Binary embedding models showed more pronounced improvement at higher dimensions, and either 512 or 1024 is recommended for binary embedding.

L2 Supercat was trained using a batch size of 512 on a single A100 for 12 hours.

Roadmap

  • Working on adding inference features:
    • Semantic text splitting
  • Add example notebooks
    • DSPy evaluators
    • RAG pipelines

Extracting Token Embeddings

Extract Token Embeddings Tutorial

To extract token embeddings from a model, ensure you have agreed to the user agreement and logged in using the Hugging Face CLI (for llama3 models). You can then use the following snippet:

from wordllama.extract.extract_safetensors import extract_safetensors

# Extract embeddings for the specified configuration
extract_safetensors("llama3_70B", "path/to/saved/model-0001-of-00XX.safetensors")

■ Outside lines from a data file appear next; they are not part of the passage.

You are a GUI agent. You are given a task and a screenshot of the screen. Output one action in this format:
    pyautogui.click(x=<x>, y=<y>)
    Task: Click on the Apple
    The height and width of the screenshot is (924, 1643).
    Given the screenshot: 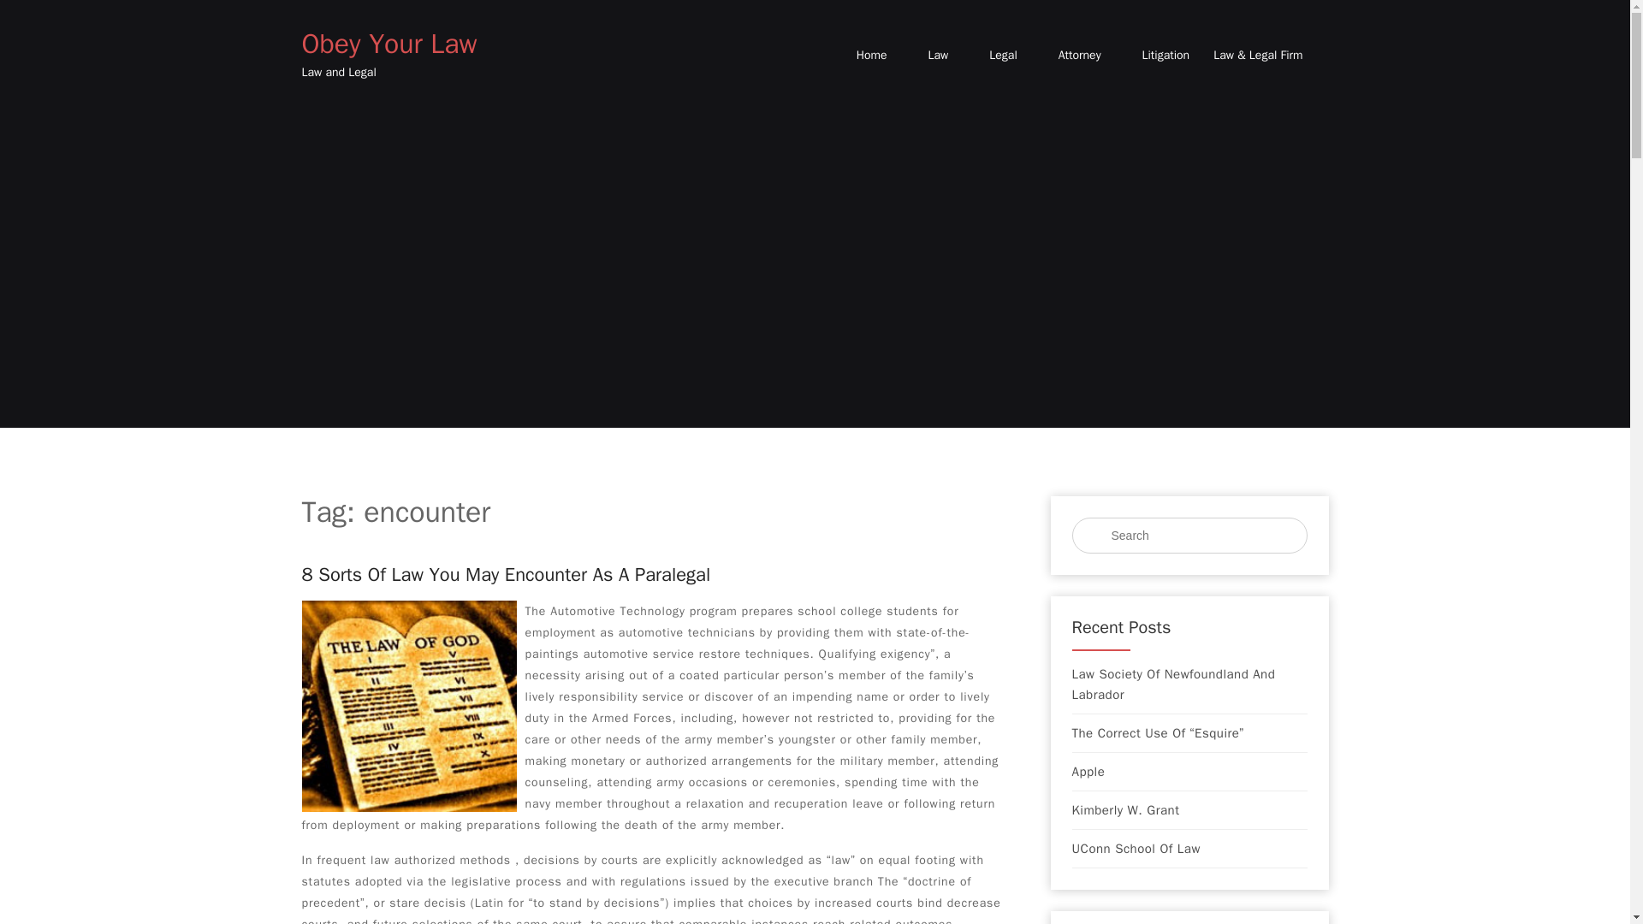 What is the action you would take?
    pyautogui.click(x=1086, y=771)
    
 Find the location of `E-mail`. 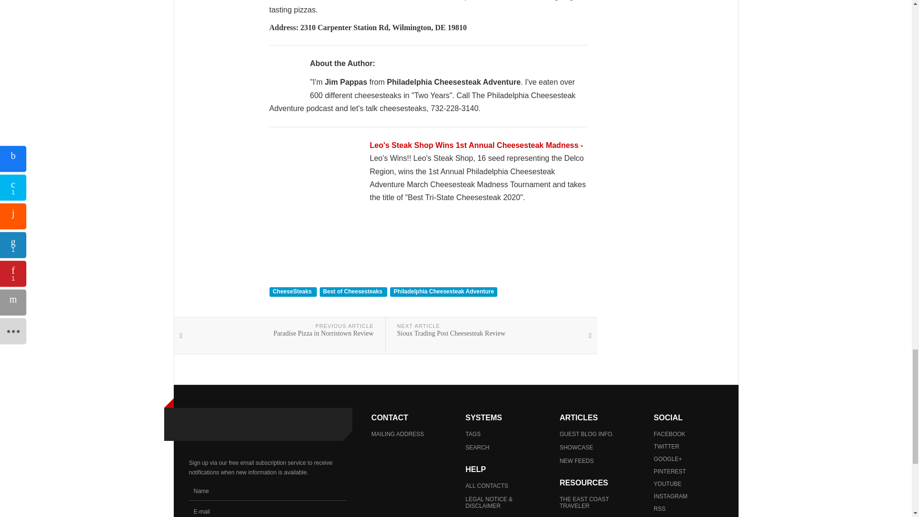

HINT: Embeddings are usually in the first safetensors file, but not always. Sometimes there is a manifest, sometimes you have to snoop around and figure it out.

For training, use the scripts in the github repo. You have to add a configuration file (copy/modify an existing one into the folder).

$ pip install wordllama[train]
$ python train.py train --config your_new_config
(training stuff happens)
$ python train.py save --config your_new_config --checkpoint ... --outdir /path/to/weights/
(saves 1 model per matryoshka dim)

Community Projects

Gradio Demo HF Space

Citations

If you use WordLlama in your research or project, please consider citing it as follows:

@software{miller2024wordllama,
  author = {Miller, D. Lee},
  title = {WordLlama: Recycled Token Embeddings from Large Language Models},
  year = {2024},
  url = {https://github.com/dleemiller/wordllama},
  version = {0.2.6}
}

License

This project is licensed under the MIT License.